Last Modified 2025-04-23 12:39 PM EDT

You Don't Want to See the Word "Nosedive" in a WSJ Front Page Headline

[Amazon Link]
(paid link)

But that's exactly what greeted my bleary eyes this morn. Specifically: Stocks, Dollar Nosedive As Trump Flogs Fed.

Ah, well.

Bryan Caplan posts a long and relevant excerpt from his book The Myth of the Rational Voter, dealing with The Political Economy of Faith. (I've left his references intact.)

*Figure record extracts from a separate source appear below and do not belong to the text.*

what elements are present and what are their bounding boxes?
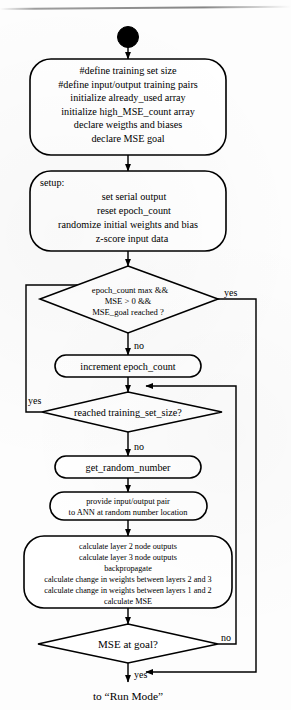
provide-line-1: provide input/output pair [86, 497, 170, 506]
epoch-line-2: MSE > 0 && [105, 296, 152, 306]
declarations-line-3: initialize already_used array [70, 92, 186, 103]
declarations-line-2: #define input/output training pairs [58, 79, 198, 90]
node-get-random-number-label: get_random_number [86, 462, 171, 473]
epoch-line-3: MSE_goal reached ? [92, 307, 164, 317]
setup-line-2: reset epoch_count [97, 205, 171, 216]
node-mse-goal-decision-label: MSE at goal? [98, 638, 158, 650]
declarations-line-1: #define training set size [79, 65, 177, 76]
node-run-mode-label: to “Run Mode” [93, 690, 163, 702]
flowchart-svg: #define training set size #define input/… [0, 0, 291, 710]
calculate-line-4: calculate change in weights between laye… [44, 575, 211, 584]
declarations-line-4: initialize high_MSE_count array [61, 106, 195, 117]
edge-label-mse-no: no [221, 632, 231, 643]
setup-line-4: z-score input data [96, 233, 169, 244]
edge-label-epoch-yes: yes [224, 287, 237, 298]
diagram-canvas: #define training set size #define input/… [0, 0, 291, 710]
node-start [118, 27, 139, 48]
calculate-line-2: calculate layer 3 node outputs [79, 553, 177, 562]
calculate-line-3: backpropagate [104, 564, 152, 573]
setup-line-1: set serial output [102, 191, 167, 202]
setup-heading: setup: [40, 177, 64, 188]
edge-label-training-no: no [134, 441, 144, 452]
setup-line-3: randomize initial weights and bias [58, 219, 198, 230]
edge-label-training-yes: yes [28, 395, 41, 406]
calculate-line-1: calculate layer 2 node outputs [79, 542, 177, 551]
node-increment-epoch-label: increment epoch_count [80, 361, 175, 372]
calculate-line-6: calculate MSE [104, 597, 152, 606]
edge-label-epoch-no: no [134, 340, 144, 351]
epoch-line-1: epoch_count max && [92, 285, 169, 295]
edge-label-mse-yes: yes [134, 669, 147, 680]
provide-line-2: to ANN at random number location [69, 508, 189, 517]
calculate-line-5: calculate change in weights between laye… [44, 586, 211, 595]
declarations-line-5: declare weigths and biases [74, 119, 182, 130]
declarations-line-6: declare MSE goal [92, 133, 165, 144]
node-training-set-decision-label: reached training_set_size? [74, 407, 182, 418]
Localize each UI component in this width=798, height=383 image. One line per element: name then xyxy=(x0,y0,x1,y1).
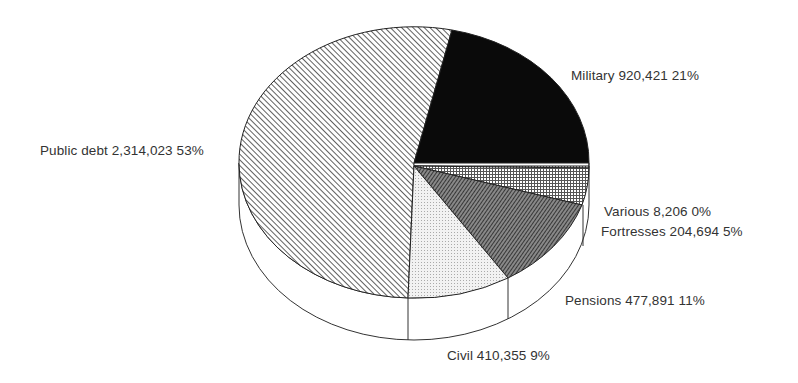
pie-top xyxy=(239,27,589,298)
pie-chart xyxy=(0,0,798,383)
label-pensions: Pensions 477,891 11% xyxy=(565,293,705,308)
label-public-debt: Public debt 2,314,023 53% xyxy=(40,143,204,158)
label-civil: Civil 410,355 9% xyxy=(447,348,550,363)
label-military: Military 920,421 21% xyxy=(571,68,699,83)
label-various: Various 8,206 0% xyxy=(604,204,711,219)
label-fortresses: Fortresses 204,694 5% xyxy=(601,224,743,239)
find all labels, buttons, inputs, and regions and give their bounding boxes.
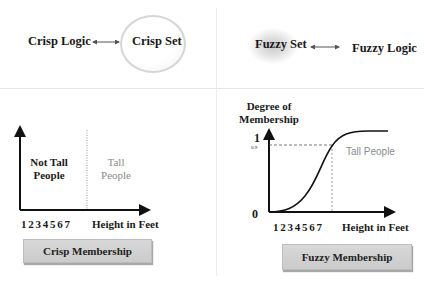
crisp-membership-button[interactable]: Crisp Membership [23,239,152,263]
fuzzy-membership-button[interactable]: Fuzzy Membership [282,244,412,270]
y-tick-0: 0 [252,207,258,222]
crisp-x-axis-label: Height in Feet [92,218,159,231]
not-tall-people-label: Not Tall People [24,156,74,182]
curve-tall-people-label: Tall People [346,146,395,157]
fuzzy-x-ticks: 1 2 3 4 5 6 7 [273,221,322,234]
y-label-line1: Degree of [238,100,300,113]
y-label-line2: Membership [238,113,300,126]
fuzzy-membership-curve [269,131,388,212]
y-tick-1: 1 [254,131,260,146]
y-tick-0-9: 0.9 [251,145,257,150]
fuzzy-x-axis-label: Height in Feet [342,221,409,234]
fuzzy-chart-axes [269,130,394,212]
crisp-x-ticks: 1 2 3 4 5 6 7 [21,218,70,231]
tall-people-label: Tall People [92,156,140,182]
degree-of-membership-label: Degree of Membership [238,100,300,126]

Leaders have been known to inspire blind faith. Michels (1962: 93) refers to "the belief so frequent among the people that their leaders belong to a higher order of humanity than themselves" evidenced by "the tone of veneration in which the idol's name is pronounced, the perfect docility with which the least of his signs is obeyed, and the indignation which is aroused by any critical attack on his personality." Many totalitarian movements insist upon their leaders' infallibility. "The Duce is always right," was a popular Fascist slogan. (Gregor 1969: 120) Rudolf Hess waxed poetic about the perfection of Hitler's judgment:

With pride we see that one man remains beyond all criticism, that is the Führer. This is because everyone feels and knows: he is always right, and he will always be right. The National Socialism of all of us is anchored in uncritical loyalty, in the surrender to the Führer that does not ask for the why in individual cases, in the silent execution of his orders. We believe that the Führer is obeying a higher call to fashion German history. There can be no criticism of this belief. (Modern History Project 2005)

Democratically-elected leaders rarely claim anything so outrageous. But they seem to enjoy a milder form of unreasoning deference. (Zaller 1992) The most charismatic President may not radiate infallibility to anyone, but that does not stop people from choosing to believe that he is honest in the absence of rock solid evidence to the contrary.

I read The Myth of the Rational Voter back in 2007; might be time for a reread.

Also of note:

  • [Amazon Link]
    (paid link)
    "Who is more foolish? The fool or the fool who follows him?" Norbert Michel and Jerome Famularo argue that Trying to “Bring Back” Manufacturing Jobs Is a Fool’s Errand. There are graphs at the link, from Norbert's new book, Amazon link at your right.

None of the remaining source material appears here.